Indeed. Lapham has cultivated enough of a reputation in his years as a public intellectual (or, if you prefer, public bloviator)—in his rage against the Iraq war, in his intellectual/cultural elitism, in his verbal dexterity (or, if you prefer, pomposity)—that he has become, at this point, predictable. So much so that, apparently, you don’t even have to read his journal to know exactly what it’s about. (Mari’s assessment was also, she admits, written pre-read.) It’s an understandable assumption: Lapham’s editorials throughout his years at Harper’s—most notoriously “Tentacles of Rage,” the vitriolic tirade against American conservatism that appeared in the September 2004 issue and raised questions about not only Lapham’s rhetorical ability, but his journalistic integrity—have belied Lapham’s belief that history is on his side.
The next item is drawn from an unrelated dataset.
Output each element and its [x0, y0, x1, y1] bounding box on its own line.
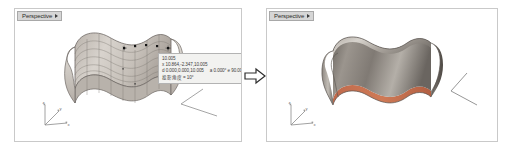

And with Lapham’s Quarterly, that belief has become his brand. One of Lapham’s most significant editorial decisions—one of questionable wisdom, it turns out—was to name his new journal after himself. This isn’t history for history’s sake, the journal’s own title concedes; this is history with an agenda. And that agenda, of course, is Lapham’s. And Lapham’s agenda, as The Walrus’s Ken Alexander had it, is specifically to “search the historical record for truths that will inspire the American empire to be less sure of itself.”
Take one of the most striking historical texts republished in the “States of War” issue, a proclamation to the people of Baghdad:
Our military operations have as their object the defeat of the enemy, and the driving of him from these territories .Our armies do not come into your cities and lands as conquerors or enemies but as liberators.
The kicker? The text was issued in 1917 by the commander-in-chief of British forces in Mesopotamia. The more things change, the more they stay the same, and all that.